But no, it was really. You know, just feeling bad about yourself and like being really overweight and unhealthy, like sick looking. And I just needed to start moving for sure. I felt like it was, it was like an internal calling. Now I had no idea how this would affect me in recovery, and that's really the, the magic of yoga and I, and not to play into all the normal things people say about yoga, but the mind, the body mind connection is a real huge component for sure. And in particular with a style I do. And I think this is often lost in young and the west is it's about showing up every day, right? You show up every day and you tell your mind, I am doing this every day and that the trip would have Chagas.

It's the same poses every day. 

Okay. Every day. Wow. 

You do about an hour and a half of poses. It depends on where you enter the practice. So for me, 240 pounds alcoholic just had either recovery for drug addiction. It was five poses I did every day. Right. I walk in, set up. Teacher helps me to the spot.

Now I'm practicing an hour and a half. Don't stop. Just breathe in, breathe out, move, you know, 50 something poses. Yeah. That's you work through a lot of acrobatics. Oh, I, as best as I can do that, I'm 44, but yeah, but you know that, that's the, that's the part, that's the, that's why I'm so fascinated with it as a subject is because now, so this happened like.

Out of shape. I go into this yoga Shala who had started doing these same five poses every day. And I got six. Then I got seven and my breathing got better. And all of a sudden I started really being like, I think I can be completely sober. I think I can quit drinking. I think I can improve this. I started reading again.

I started writing again. Rewind or not rewind, but Paul's, I pick up the yoga sutras of Patanjali the Bible of yoga written ages ago. And you read it and it describes exactly what happened to me really. It's just like reading, like if you do these things, these things are gonna happen and you're like, there's no denying it.

Yeah. Wild. Yeah. It's it's, it's always, so it's a real experience, I guess you can say when, especially like, you know, in the world of healthcare and wellness and fitness, there's a lot of literature that's written or a lot of things that people say, but when you experience it to a T like that, it's, it's really almost gives you chills, you know, especially like when you read what kind of happened on your animal and experiment there, you know, I don't remember.

Yes. I remember it like it was yesterday. So I had tried. You start yoga, you get a little bit, you know, as anything you start, you like get a little bit more interested in, I've tried to read the yoga sutras. I'm like, this is esoteric. This sounds like a mock up to me. But then as  for years, really with the only goal of, I didn't want to be overweight and I wanted to become more attractive than a bit healthier for sure.

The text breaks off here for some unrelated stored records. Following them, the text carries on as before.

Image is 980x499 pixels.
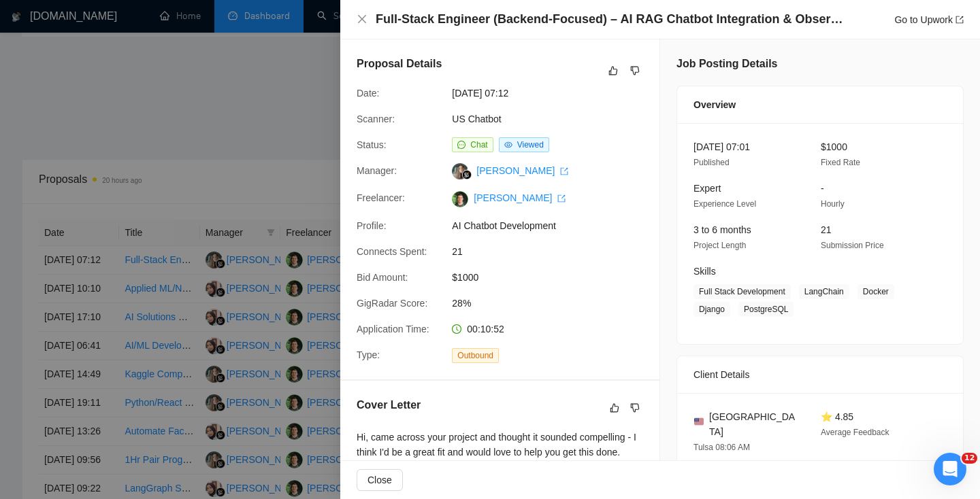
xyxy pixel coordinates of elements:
[821,225,832,235] span: 21
[821,428,889,437] span: Average Feedback
[452,270,656,285] span: $1000
[693,199,756,209] span: Experience Level
[452,114,501,124] a: US Chatbot
[560,168,568,176] span: export
[452,296,656,311] span: 28%
[607,400,623,416] button: like
[356,298,428,309] span: GigRadar Score:
[474,193,566,204] a: [PERSON_NAME] export
[356,140,387,150] span: Status:
[376,11,845,28] h4: Full-Stack Engineer (Backend-Focused) – AI RAG Chatbot Integration & Observability
[821,183,824,194] span: -
[821,141,848,152] span: $1000
[693,241,746,250] span: Project Length
[356,272,409,283] span: Bid Amount:
[894,14,964,25] a: Go to Upworkexport
[356,469,403,491] button: Close
[821,199,844,209] span: Hourly
[452,244,656,259] span: 21
[738,302,794,317] span: PostgreSQL
[452,218,656,233] span: AI Chatbot Development
[693,266,716,277] span: Skills
[356,114,395,124] span: Scanner:
[693,141,750,152] span: [DATE] 07:01
[452,325,462,334] span: clock-circle
[693,284,791,299] span: Full Stack Development
[630,403,640,414] span: dislike
[356,246,428,258] span: Connects Spent:
[457,141,466,149] span: message
[452,86,656,101] span: [DATE] 07:12
[677,56,777,72] h5: Job Posting Details
[630,65,640,76] span: dislike
[858,284,894,299] span: Docker
[452,348,499,363] span: Outbound
[356,221,387,231] span: Profile:
[467,324,504,335] span: 00:10:52
[821,241,884,250] span: Submission Price
[356,165,396,176] span: Manager:
[356,397,421,414] h5: Cover Letter
[558,195,566,203] span: export
[477,165,568,176] a: [PERSON_NAME] export
[605,63,621,79] button: like
[693,158,730,168] span: Published
[799,284,849,299] span: LangChain
[821,158,860,168] span: Fixed Rate
[933,453,966,485] iframe: Intercom live chat
[608,65,618,76] span: like
[356,193,405,204] span: Freelancer:
[693,97,736,112] span: Overview
[504,141,513,149] span: eye
[356,14,368,25] button: Close
[693,183,721,194] span: Expert
[956,16,964,24] span: export
[627,63,643,79] button: dislike
[368,473,392,488] span: Close
[356,350,380,360] span: Type:
[962,453,978,464] span: 12
[452,191,468,208] img: c1zXbV4Rn31IWjPrUDnm7GOP5m6FFaf60K-g_nBlCk66MXT-MajKUodHXjIR0VPwAy
[693,302,730,317] span: Django
[710,410,799,440] span: [GEOGRAPHIC_DATA]
[356,14,368,25] span: close
[470,140,487,150] span: Chat
[462,170,472,180] img: gigradar-bm.png
[693,443,750,452] span: Tulsa 08:06 AM
[821,412,853,423] span: ⭐ 4.85
[610,403,620,414] span: like
[693,356,947,393] div: Client Details
[356,324,429,335] span: Application Time:
[517,140,544,150] span: Viewed
[694,417,704,427] img: 🇺🇸
[356,87,379,99] span: Date:
[627,400,643,416] button: dislike
[693,225,751,235] span: 3 to 6 months
[356,56,441,72] h5: Proposal Details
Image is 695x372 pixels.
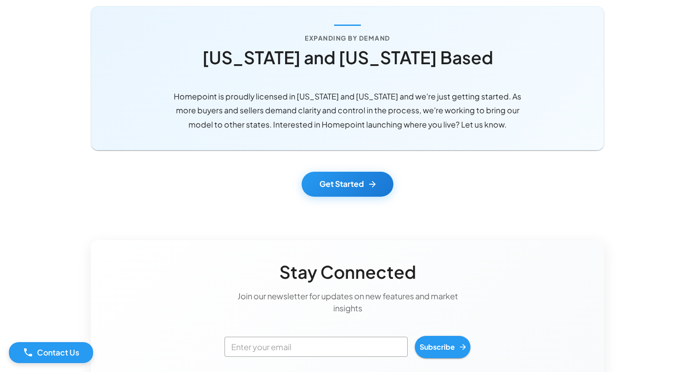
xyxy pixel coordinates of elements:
p: Join our newsletter for updates on new features and market insights [225,290,471,314]
h4: [US_STATE] and [US_STATE] Based [202,47,493,68]
h4: Stay Connected [279,261,416,282]
a: Get Started [302,172,393,197]
input: Enter your email [225,336,408,356]
button: Subscribe [415,336,471,358]
h6: Expanding by Demand [305,33,390,43]
p: Homepoint is proudly licensed in [US_STATE] and [US_STATE] and we're just getting started. As mor... [169,90,526,132]
p: Contact Us [37,346,79,358]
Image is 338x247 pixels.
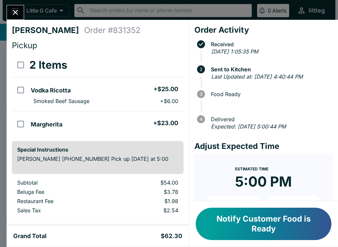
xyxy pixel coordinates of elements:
[153,85,178,93] h5: + $25.00
[114,207,178,213] p: $2.54
[200,67,202,72] text: 2
[153,119,178,127] h5: + $23.00
[205,195,262,212] button: + 10
[31,120,62,128] h5: Margherita
[12,25,84,35] h4: [PERSON_NAME]
[12,41,37,50] span: Pickup
[7,5,24,19] button: Close
[196,207,331,240] button: Notify Customer Food is Ready
[211,73,302,80] em: Last Updated at: [DATE] 4:40:44 PM
[17,188,103,195] p: Beluga Fee
[194,25,332,35] h4: Order Activity
[17,207,103,213] p: Sales Tax
[194,141,332,151] h4: Adjust Expected Time
[114,188,178,195] p: $3.78
[114,198,178,204] p: $1.98
[235,166,268,171] span: Estimated Time
[199,116,202,122] text: 4
[207,91,332,97] span: Food Ready
[264,195,322,212] button: + 20
[17,146,178,153] h6: Special Instructions
[200,91,202,97] text: 3
[207,66,332,72] span: Sent to Kitchen
[12,179,183,216] table: orders table
[33,98,89,104] p: Smoked Beef Sausage
[31,86,71,94] h5: Vodka Ricotta
[17,179,103,186] p: Subtotal
[17,155,178,162] p: [PERSON_NAME] [PHONE_NUMBER] Pick up [DATE] at 5:00
[29,58,67,72] h3: 2 Items
[84,25,140,35] h4: Order # 831352
[160,98,178,104] p: + $6.00
[207,41,332,47] span: Received
[161,232,182,240] h5: $62.30
[17,198,103,204] p: Restaurant Fee
[114,179,178,186] p: $54.00
[211,48,258,55] em: [DATE] 1:05:35 PM
[13,232,46,240] h5: Grand Total
[235,173,292,190] time: 5:00 PM
[12,53,183,136] table: orders table
[211,123,286,130] em: Expected: [DATE] 5:00:44 PM
[207,116,332,122] span: Delivered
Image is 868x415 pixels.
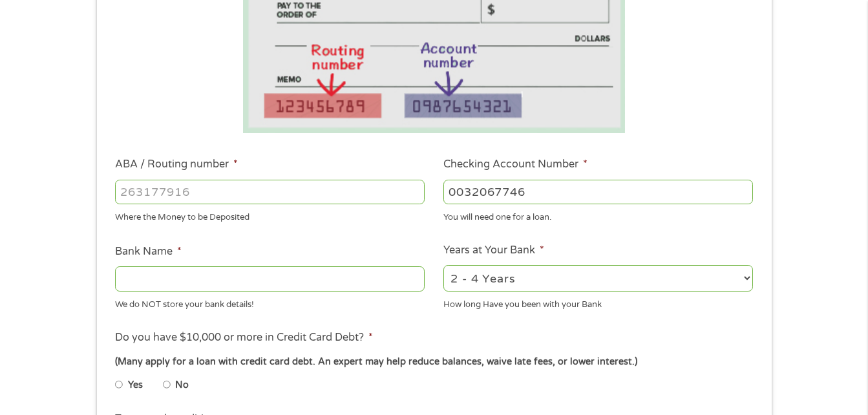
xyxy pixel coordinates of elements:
[115,294,425,311] div: We do NOT store your bank details!
[175,378,189,393] label: No
[443,180,753,204] input: 345634636
[443,243,544,258] label: Years at Your Bank
[443,158,587,172] label: Checking Account Number
[115,158,238,172] label: ABA / Routing number
[115,245,181,259] label: Bank Name
[115,180,425,204] input: 263177916
[115,355,752,369] div: (Many apply for a loan with credit card debt. An expert may help reduce balances, waive late fees...
[115,331,373,345] label: Do you have $10,000 or more in Credit Card Debt?
[443,207,753,225] div: You will need one for a loan.
[443,294,753,311] div: How long Have you been with your Bank
[115,207,425,225] div: Where the Money to be Deposited
[128,378,143,393] label: Yes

But then all these other changes started happening and then randomly one day I picked up. And I started reading it and it all makes sense. And I'm like, it makes sense because I experienced it for sure. The timing was right. The timing is right. Timing is everything. And just about everything in life. So like the timing of finding a great fiscal year.

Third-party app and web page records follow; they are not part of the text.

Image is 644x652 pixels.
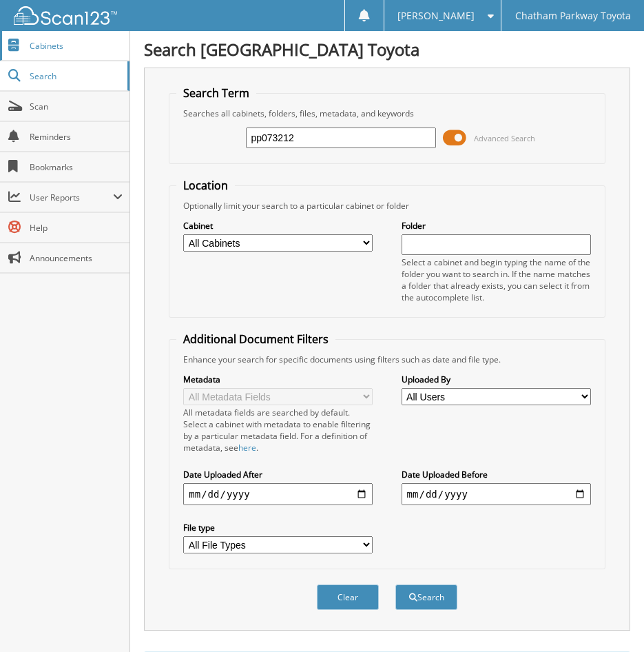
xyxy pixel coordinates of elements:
[177,332,335,346] legend: Additional Document Filters
[30,101,122,112] span: Scan
[474,133,536,143] span: Advanced Search
[177,200,597,211] div: Optionally limit your search to a particular cabinet or folder
[177,108,597,119] div: Searches all cabinets, folders, files, metadata, and keywords
[183,521,372,533] label: File type
[30,161,122,173] span: Bookmarks
[183,373,372,385] label: Metadata
[395,585,458,610] button: Search
[30,191,113,203] span: User Reports
[401,469,591,480] label: Date Uploaded Before
[401,483,591,505] input: end
[183,469,372,480] label: Date Uploaded After
[14,6,117,24] img: scan123-logo-white.svg
[177,85,257,101] legend: Search Term
[30,131,122,142] span: Reminders
[144,38,631,61] h1: Search [GEOGRAPHIC_DATA] Toyota
[317,585,379,610] button: Clear
[183,220,372,231] label: Cabinet
[401,373,591,385] label: Uploaded By
[398,12,475,20] span: [PERSON_NAME]
[30,252,122,264] span: Announcements
[516,12,631,20] span: Chatham Parkway Toyota
[30,222,122,234] span: Help
[183,483,372,505] input: start
[238,441,257,453] a: here
[30,70,121,82] span: Search
[401,220,591,231] label: Folder
[177,353,597,365] div: Enhance your search for specific documents using filters such as date and file type.
[30,40,122,52] span: Cabinets
[401,257,591,303] div: Select a cabinet and begin typing the name of the folder you want to search in. If the name match...
[177,178,235,193] legend: Location
[183,406,372,453] div: All metadata fields are searched by default. Select a cabinet with metadata to enable filtering b...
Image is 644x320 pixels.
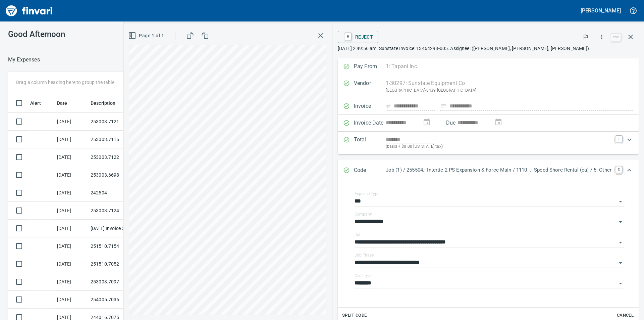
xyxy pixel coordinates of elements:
button: Open [616,259,626,268]
p: Code [354,166,386,175]
button: Flag [578,29,593,44]
span: Cancel [616,312,634,320]
a: T [616,136,623,142]
button: Page 1 of 1 [127,29,167,42]
a: C [616,166,623,173]
td: [DATE] [54,255,88,273]
span: Date [57,99,68,107]
td: 253003.7121 [88,113,148,131]
h3: Good Afternoon [8,29,151,39]
p: [DATE] 2:49:56 am. Sunstate Invoice: 13464298-005. Assignee: ([PERSON_NAME], [PERSON_NAME], [PERS... [338,45,639,52]
span: Close invoice [609,29,639,45]
a: R [345,33,351,40]
img: Finvari [4,3,54,19]
button: [PERSON_NAME] [579,5,623,16]
button: Open [616,238,626,247]
span: Reject [343,31,373,43]
span: Alert [30,99,41,107]
p: Total [354,136,386,150]
a: esc [611,34,621,41]
button: Open [616,279,626,288]
td: [DATE] [54,113,88,131]
label: Job [355,233,362,237]
td: 253003.6698 [88,166,148,184]
td: [DATE] [54,273,88,291]
p: My Expenses [8,56,40,64]
td: [DATE] [54,166,88,184]
button: RReject [338,31,378,43]
span: Alert [30,99,50,107]
td: 253003.7097 [88,273,148,291]
p: Job (1) / 255504.: Intertie 2 PS Expansion & Force Main / 1110. .: Speed Shore Rental (ea) / 5: O... [386,166,612,174]
button: Open [616,197,626,206]
span: Description [91,99,125,107]
span: Page 1 of 1 [129,32,164,40]
td: 251510.7154 [88,237,148,255]
span: Split Code [342,312,367,320]
td: [DATE] [54,184,88,202]
td: [DATE] [54,237,88,255]
label: Company [355,212,372,216]
span: Date [57,99,76,107]
td: 251510.7052 [88,255,148,273]
td: [DATE] Invoice 35587166-004 from Herc Rentals Inc (1-10455) [88,220,148,237]
td: [DATE] [54,148,88,166]
div: Expand [338,160,639,182]
h5: [PERSON_NAME] [581,7,621,14]
p: Drag a column heading here to group the table [16,79,114,86]
td: 253003.7122 [88,148,148,166]
td: [DATE] [54,202,88,220]
td: [DATE] [54,220,88,237]
p: (basis + $0.00 [US_STATE] tax) [386,144,612,150]
td: [DATE] [54,131,88,148]
span: Description [91,99,116,107]
label: Cost Type [355,274,373,278]
td: 253003.7115 [88,131,148,148]
nav: breadcrumb [8,56,40,64]
td: 253003.7124 [88,202,148,220]
button: More [594,29,609,44]
td: [DATE] [54,291,88,309]
div: Expand [338,132,639,154]
button: Open [616,217,626,227]
td: 254005.7036 [88,291,148,309]
td: 242504 [88,184,148,202]
label: Expense Type [355,192,380,196]
label: Job Phase [355,253,374,257]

Hey, you know, COVID, hasn't, COVID had its purpose right now. Yeah. So that's awesome. So how long have you been practicing yoga then? Oh, man. So, so wrapped up in my story I wanna say five years, four and a half years, somewhere in there to have to go back and look, man. So we'll call it somewhere anywhere between four and five years, then 47,000 years.

Yeah. That mindset of just showing up. And it's hard to dedicate your, your brain space to anything for an hour and a half at a time, especially like, like truly being dialed in, you know, like I think people will be amazed at what you can accomplish when you can focus on one thing. Truly like in a deep mindset mindset process for an hour, hour and a half at a time can see, can accomplish a lot and to do that every day can be fatigued.

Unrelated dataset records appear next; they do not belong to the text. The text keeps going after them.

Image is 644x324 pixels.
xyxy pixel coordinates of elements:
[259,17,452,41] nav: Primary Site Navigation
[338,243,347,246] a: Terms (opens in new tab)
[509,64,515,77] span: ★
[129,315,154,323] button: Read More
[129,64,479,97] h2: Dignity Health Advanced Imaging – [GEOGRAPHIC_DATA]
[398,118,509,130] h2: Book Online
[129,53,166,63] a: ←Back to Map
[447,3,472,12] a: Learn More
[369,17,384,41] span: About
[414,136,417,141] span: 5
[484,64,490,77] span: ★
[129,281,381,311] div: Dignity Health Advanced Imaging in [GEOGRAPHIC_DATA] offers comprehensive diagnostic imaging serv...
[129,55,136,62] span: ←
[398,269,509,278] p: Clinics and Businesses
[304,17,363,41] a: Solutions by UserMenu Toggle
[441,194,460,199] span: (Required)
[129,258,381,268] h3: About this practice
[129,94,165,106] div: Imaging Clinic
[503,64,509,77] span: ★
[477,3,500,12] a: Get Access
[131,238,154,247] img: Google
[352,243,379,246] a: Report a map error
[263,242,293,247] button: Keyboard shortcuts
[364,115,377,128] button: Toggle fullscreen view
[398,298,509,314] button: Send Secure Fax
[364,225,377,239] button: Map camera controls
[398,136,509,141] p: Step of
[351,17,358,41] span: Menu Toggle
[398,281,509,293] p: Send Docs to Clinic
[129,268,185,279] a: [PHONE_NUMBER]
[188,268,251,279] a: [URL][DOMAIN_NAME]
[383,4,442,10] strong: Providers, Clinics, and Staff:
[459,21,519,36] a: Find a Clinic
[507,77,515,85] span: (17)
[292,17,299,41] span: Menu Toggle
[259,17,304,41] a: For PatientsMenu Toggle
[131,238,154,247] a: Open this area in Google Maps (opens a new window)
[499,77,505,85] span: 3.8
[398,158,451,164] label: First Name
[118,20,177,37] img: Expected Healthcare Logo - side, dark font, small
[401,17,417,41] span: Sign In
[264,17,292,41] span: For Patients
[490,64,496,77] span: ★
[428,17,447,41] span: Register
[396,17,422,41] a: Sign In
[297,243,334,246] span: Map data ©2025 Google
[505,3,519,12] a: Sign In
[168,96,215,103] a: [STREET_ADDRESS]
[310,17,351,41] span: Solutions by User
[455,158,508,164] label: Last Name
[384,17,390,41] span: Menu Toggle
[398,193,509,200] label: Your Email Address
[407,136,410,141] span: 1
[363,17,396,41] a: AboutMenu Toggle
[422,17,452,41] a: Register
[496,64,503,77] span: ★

Absolutely. So do you find that your practice and being able to do that has led to your ability to kind of like branch out into some of these other things that you've become so dedicated and good at no. I might offer a different way to look at it at it. God, this might sound cheesy, but I. I can I can kind of see the yoga and the other things.

So for instance in the same way, like I didn't, I did have an appreciation of art. Sure. I grew up in again, a small Southern Georgia town and wasn't exposed to it. I came to Atlanta and I was interested, but I didn't know how to like, get the scene and all these fears you have about going to try something.

Yeah, where I really found my love for art was going to galleries and not, you know, like gallery might just be one route, someone showing their art and it's not just going in and having a beer and walking through and shaking hands and walking out, but like stopping, really stopping and looking and absorbing the piece that was in front of you.

Yeah. Right. That's kind of what yoga teaches you, right? How do you, how do you focus? Because it concentrating on what you're doing, what's in front of you shutting out everything else. Right? So I've kind of found that a century, if you will. And so, you know, that that's how those two things are related and another things like it's, it's so much of this Joeget philosophy.

I'm sure you see it with athletes who get into flow and things like that. It's really just teaching yourself, training yourself that you can, you can control your mind. You don't have to be distracted by every little thing that comes by. Like, that's what, that's what the world does to us, right? Like you're talking to you on a phone but you can train your mind to focus.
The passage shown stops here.